Tuesday, February 7, 2023

Edge effects in fault mechanics

 When you test rock samples in a big machine, you see the fracture patterns.  This was my background in rock mechanics.  Geotechnical engineering and rock mechanics is a dead field now, because everybody and their dog thinks they can do it.  This has led to amazing failures.  The same goes for basic physics.

If you compress a rock sample you'll will get 'triplet' failure.  That's a thrust (compression) failure with wings of strike-slip or shear.  Usually the shear failure starts first.  Rock is 'scale invariant' or 'fractal similar' from the crystal scale, to the tectonic plate scale.  That means you can project small rock failures to large earthquakes -- it's all the same.  As an example you always put a scale on your rock photos because you can't tell the difference between large and small.


The New Madrid earthquake zone is failure in a very large testing machine.  There is the central thrust and two shear wings.  This is now stable for hundreds of years.  The central thrust created two points of high shear stress and this was taken care of by the wings which fade with distance.  The area continues to take in water, and is always active, but it is stable.

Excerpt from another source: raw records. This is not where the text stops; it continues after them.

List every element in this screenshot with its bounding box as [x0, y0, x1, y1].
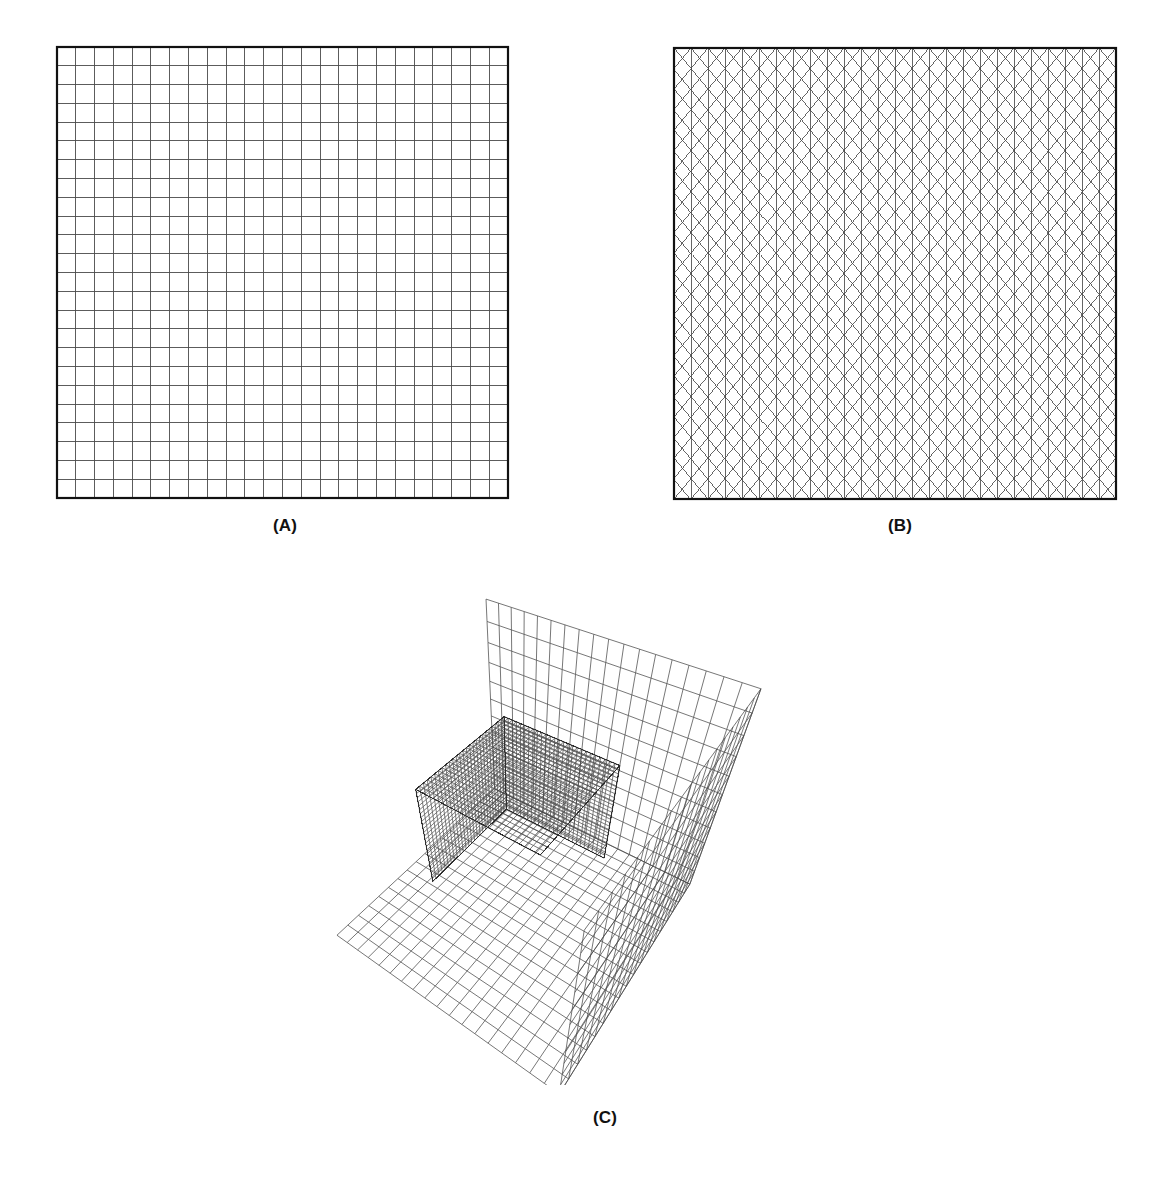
mesh-line-diagonal-left	[1031, 48, 1118, 499]
mesh-line-diagonal-right	[963, 48, 1118, 499]
mesh-line-diagonal-left	[997, 48, 1118, 499]
mesh-line-diagonal-right	[672, 48, 810, 499]
triangular-mesh-svg	[672, 46, 1118, 501]
outer-box-back-wall-line	[572, 776, 729, 1009]
panel-c-hexahedral-mesh	[180, 580, 860, 1085]
mesh-line-diagonal-right	[1031, 48, 1118, 499]
outer-box-back-wall-line	[575, 757, 737, 993]
outer-box-side-wall-line	[488, 643, 744, 736]
mesh-line-diagonal-left	[1014, 48, 1118, 499]
mesh-line-diagonal-left	[672, 48, 963, 499]
mesh-line-diagonal-left	[672, 48, 827, 499]
mesh-line-diagonal-right	[827, 48, 1118, 499]
outer-box-floor-line	[379, 896, 595, 1036]
mesh-line-diagonal-left	[759, 48, 1118, 499]
outer-box-back-wall-line	[561, 871, 695, 1084]
outer-box-floor-line	[347, 793, 504, 942]
inner-cube-edge-vertical-right	[416, 789, 433, 881]
panel-a-caption: (A)	[175, 516, 395, 536]
outer-box-back-wall-line	[660, 737, 725, 931]
outer-box-back-wall-line	[634, 784, 691, 974]
mesh-line-diagonal-left	[1048, 48, 1118, 499]
outer-box-side-wall-line	[486, 599, 761, 689]
mesh-line-diagonal-left	[672, 48, 742, 499]
mesh-line-diagonal-left	[793, 48, 1118, 499]
mesh-line-diagonal-left	[672, 48, 810, 499]
figure-root: (A) (B) (C)	[0, 0, 1167, 1178]
panel-b-triangular-mesh	[672, 46, 1118, 501]
outer-box-floor-line	[337, 789, 495, 935]
outer-box-back-wall-line	[566, 828, 711, 1052]
inner-cube-front-face-line	[416, 721, 504, 794]
mesh-line-diagonal-left	[672, 48, 997, 499]
panel-a-quadrilateral-mesh	[55, 45, 510, 500]
outer-box-floor-line	[458, 823, 661, 932]
mesh-line-diagonal-left	[980, 48, 1118, 499]
hexahedral-mesh-svg	[180, 580, 860, 1085]
mesh-line-diagonal-right	[672, 48, 827, 499]
quadrilateral-mesh-svg	[55, 45, 510, 500]
outer-box-back-wall-line	[679, 707, 748, 902]
mesh-line-diagonal-right	[672, 48, 793, 499]
mesh-line-diagonal-left	[963, 48, 1118, 499]
outer-box-back-wall-line	[581, 713, 752, 953]
mesh-line-diagonal-left	[672, 48, 1031, 499]
outer-box-floor-line	[401, 817, 553, 981]
mesh-line-diagonal-right	[672, 48, 776, 499]
outer-box-side-wall-line	[595, 644, 624, 838]
mesh-line-diagonal-right	[1065, 48, 1118, 499]
inner-cube-front-face-line	[419, 733, 505, 806]
mesh-line-diagonal-right	[997, 48, 1118, 499]
mesh-line-diagonal-left	[672, 48, 725, 499]
mesh-line-diagonal-right	[980, 48, 1118, 499]
mesh-line-diagonal-right	[672, 48, 725, 499]
outer-box-side-wall-line	[585, 639, 609, 833]
outer-box-floor-line	[388, 887, 603, 1023]
mesh-line-diagonal-right	[672, 48, 844, 499]
outer-box-side-wall-line	[487, 621, 752, 713]
mesh-line-diagonal-left	[672, 48, 844, 499]
outer-box-back-wall-line	[654, 748, 717, 941]
mesh-line-diagonal-left	[827, 48, 1118, 499]
mesh-line-diagonal-left	[946, 48, 1118, 499]
outer-box-floor-line	[449, 838, 595, 1015]
outer-box-back-wall-line	[611, 826, 661, 1011]
mesh-line-diagonal-left	[672, 48, 776, 499]
panel-b-caption: (B)	[790, 516, 1010, 536]
mesh-line-diagonal-right	[759, 48, 1118, 499]
quad-mesh-interior-lines	[57, 47, 508, 498]
mesh-line-diagonal-right	[946, 48, 1118, 499]
outer-box-back-wall-line	[564, 843, 705, 1063]
inner-cube-top-face-line	[492, 727, 609, 778]
mesh-line-diagonal-right	[672, 48, 997, 499]
mesh-line-diagonal-right	[672, 48, 1031, 499]
outer-box-floor-line	[368, 803, 523, 958]
mesh-line-diagonal-right	[672, 48, 759, 499]
mesh-line-diagonal-right	[1014, 48, 1118, 499]
triangular-mesh-interior-lines	[672, 48, 1118, 499]
mesh-line-diagonal-right	[1048, 48, 1118, 499]
outer-box-back-wall-line	[673, 717, 741, 912]
outer-box-floor-line	[369, 906, 587, 1050]
mesh-line-diagonal-left	[1065, 48, 1118, 499]
mesh-line-diagonal-right	[672, 48, 742, 499]
mesh-line-diagonal-right	[672, 48, 963, 499]
outer-box-floor-line	[390, 812, 543, 973]
mesh-line-diagonal-left	[672, 48, 759, 499]
mesh-line-diagonal-right	[793, 48, 1118, 499]
outer-box-floor-line	[413, 822, 563, 989]
panel-c-caption: (C)	[495, 1108, 715, 1128]
mesh-line-diagonal-left	[672, 48, 793, 499]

New Madrid was in a uniform stress field of high compression.  Turkey is in a complex wrench situation, and we don't know the stress field.  Nevertheless, the edges must crack out.  This is tension (pulling) rather than compression (squeezing).  It has led to an unusual intersection at the top.  Both sections are wrenching each other open, and the 'fade out' starts at the middle.  I fought with my brain to not go into a 'brain storm' over this while I slept, and it's working.  I'm not killing myself for an original thought.

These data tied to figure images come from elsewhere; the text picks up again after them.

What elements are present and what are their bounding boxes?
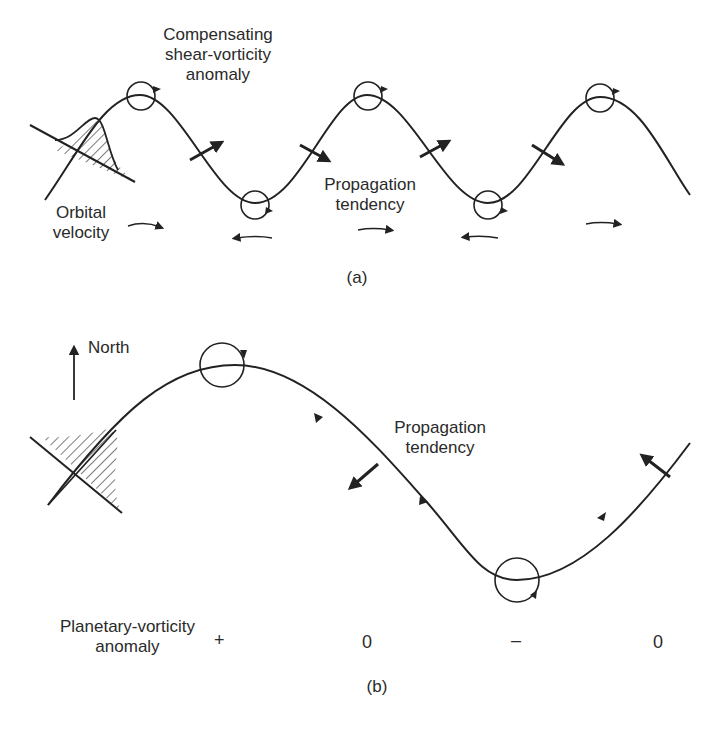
label-orbital-velocity: Orbital velocity xyxy=(50,203,112,243)
label-line: velocity xyxy=(50,223,112,243)
label-line: shear-vorticity xyxy=(138,45,298,65)
label-planetary-vorticity-anomaly: Planetary-vorticity anomaly xyxy=(40,617,215,657)
label-line: Orbital xyxy=(50,203,112,223)
label-line: Planetary-vorticity xyxy=(40,617,215,637)
label-compensating-anomaly: Compensating shear-vorticity anomaly xyxy=(138,25,298,85)
panel-b xyxy=(30,343,690,602)
label-propagation-tendency-a: Propagation tendency xyxy=(310,175,430,215)
label-line: anomaly xyxy=(138,65,298,85)
label-north: North xyxy=(88,338,130,358)
anomaly-sign-zero-1: 0 xyxy=(362,632,372,653)
label-line: anomaly xyxy=(40,637,215,657)
anomaly-sign-plus: + xyxy=(214,630,225,651)
orbital-arrows-a xyxy=(128,223,618,239)
label-propagation-tendency-b: Propagation tendency xyxy=(385,418,495,458)
label-line: Propagation xyxy=(385,418,495,438)
label-line: tendency xyxy=(385,438,495,458)
velocity-profile-a xyxy=(55,121,135,182)
caption-b: (b) xyxy=(355,677,399,697)
label-line: tendency xyxy=(310,195,430,215)
label-line: Compensating xyxy=(138,25,298,45)
caption-a: (a) xyxy=(335,268,379,288)
anomaly-sign-minus: – xyxy=(511,630,521,651)
label-line: Propagation xyxy=(310,175,430,195)
anomaly-sign-zero-2: 0 xyxy=(653,632,663,653)
propagation-arrows-a xyxy=(190,145,556,160)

For this triplet to  be complete, we need another monster earthquake at the bottom and parallel to the upper section.  But the existing fractures interfere, and the stress field is not uniform.  I only give it a 20% chance for the next week or two, like New Madrid.  More physics could be done, but we live in a world of dogma, and no Scientific Method.

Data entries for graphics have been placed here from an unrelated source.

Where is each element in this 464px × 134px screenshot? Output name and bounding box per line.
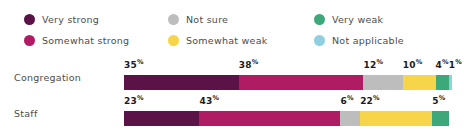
legend-swatch-not-applicable-icon xyxy=(314,35,325,46)
bar-segment-value: 10% xyxy=(403,60,423,70)
data-label-layer: 35%38%12%10%4%1% xyxy=(124,58,452,75)
legend-swatch-very-weak-icon xyxy=(314,14,325,25)
bar-segment-value-number: 43 xyxy=(199,96,212,106)
chart-bar-area: 23%43%6%22%5% xyxy=(124,94,452,130)
bar-segment-value: 4% xyxy=(436,60,449,70)
bar-segment-value-number: 23 xyxy=(124,96,137,106)
percent-sign: % xyxy=(212,94,219,102)
bar-segment[interactable] xyxy=(199,111,340,126)
bar-segment[interactable] xyxy=(124,111,199,126)
bar-segment-value: 6% xyxy=(340,96,353,106)
bar-segment-value-number: 10 xyxy=(403,60,416,70)
bar-segment-value-number: 35 xyxy=(124,60,137,70)
legend-swatch-somewhat-strong-icon xyxy=(24,35,35,46)
chart-row-label: Congregation xyxy=(14,72,81,83)
stacked-bar xyxy=(124,111,452,126)
bar-segment-value: 12% xyxy=(363,60,383,70)
bar-segment[interactable] xyxy=(340,111,360,126)
percent-sign: % xyxy=(455,58,462,66)
legend-item-label: Somewhat weak xyxy=(186,36,268,46)
legend-item-label: Very weak xyxy=(332,15,383,25)
percent-sign: % xyxy=(416,58,423,66)
bar-segment[interactable] xyxy=(436,75,449,90)
percent-sign: % xyxy=(373,94,380,102)
legend-item-very-strong[interactable]: Very strong xyxy=(24,14,168,25)
legend-item-very-weak[interactable]: Very weak xyxy=(314,14,444,25)
bar-segment-value: 22% xyxy=(360,96,380,106)
legend-item-somewhat-weak[interactable]: Somewhat weak xyxy=(168,35,314,46)
legend-swatch-not-sure-icon xyxy=(168,14,179,25)
stacked-bar xyxy=(124,75,452,90)
bar-segment-value: 38% xyxy=(239,60,259,70)
percent-sign: % xyxy=(137,58,144,66)
legend-item-label: Very strong xyxy=(42,15,99,25)
chart-plot-area: Congregation35%38%12%10%4%1%Staff23%43%6… xyxy=(0,58,464,130)
percent-sign: % xyxy=(376,58,383,66)
bar-segment[interactable] xyxy=(239,75,364,90)
legend-swatch-very-strong-icon xyxy=(24,14,35,25)
stacked-bar-chart: Very strongNot sureVery weakSomewhat str… xyxy=(0,0,464,134)
bar-segment-value: 43% xyxy=(199,96,219,106)
bar-segment-value-number: 22 xyxy=(360,96,373,106)
bar-segment-value: 1% xyxy=(449,60,462,70)
percent-sign: % xyxy=(439,94,446,102)
chart-legend: Very strongNot sureVery weakSomewhat str… xyxy=(24,9,444,51)
bar-segment[interactable] xyxy=(449,75,452,90)
legend-item-label: Not applicable xyxy=(332,36,404,46)
chart-row-label: Staff xyxy=(14,108,38,119)
bar-segment-value-number: 12 xyxy=(363,60,376,70)
chart-row: Staff23%43%6%22%5% xyxy=(0,94,464,130)
bar-segment-value: 35% xyxy=(124,60,144,70)
bar-segment-value: 5% xyxy=(432,96,445,106)
legend-item-label: Not sure xyxy=(186,15,228,25)
bar-segment[interactable] xyxy=(360,111,432,126)
legend-swatch-somewhat-weak-icon xyxy=(168,35,179,46)
percent-sign: % xyxy=(137,94,144,102)
percent-sign: % xyxy=(347,94,354,102)
bar-segment-value-number: 38 xyxy=(239,60,252,70)
percent-sign: % xyxy=(252,58,259,66)
legend-item-label: Somewhat strong xyxy=(42,36,129,46)
bar-segment[interactable] xyxy=(403,75,436,90)
bar-segment-value: 23% xyxy=(124,96,144,106)
data-label-layer: 23%43%6%22%5% xyxy=(124,94,452,111)
legend-item-somewhat-strong[interactable]: Somewhat strong xyxy=(24,35,168,46)
bar-segment[interactable] xyxy=(124,75,239,90)
legend-item-not-sure[interactable]: Not sure xyxy=(168,14,314,25)
chart-row: Congregation35%38%12%10%4%1% xyxy=(0,58,464,94)
bar-segment[interactable] xyxy=(363,75,402,90)
legend-item-not-applicable[interactable]: Not applicable xyxy=(314,35,444,46)
bar-segment[interactable] xyxy=(432,111,448,126)
chart-bar-area: 35%38%12%10%4%1% xyxy=(124,58,452,94)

Earthquakes and the atmosphere are exactly the same physics.  We haven't had 'newsworthy' earthquakes for 30 years now, so I went into atmospheric physics.  

The lack of physics in both fields will lead to big disasters, as the groupthink shakes out.  I'm contemplative right now, and forcing myself to relax.

ps.  we now have to find out how these faults ruptured.  If it initiated at the intersection, and the rupture to the south had a fade-out, then less chance of a new rupture.  If it initiated at the water, then a greater chance.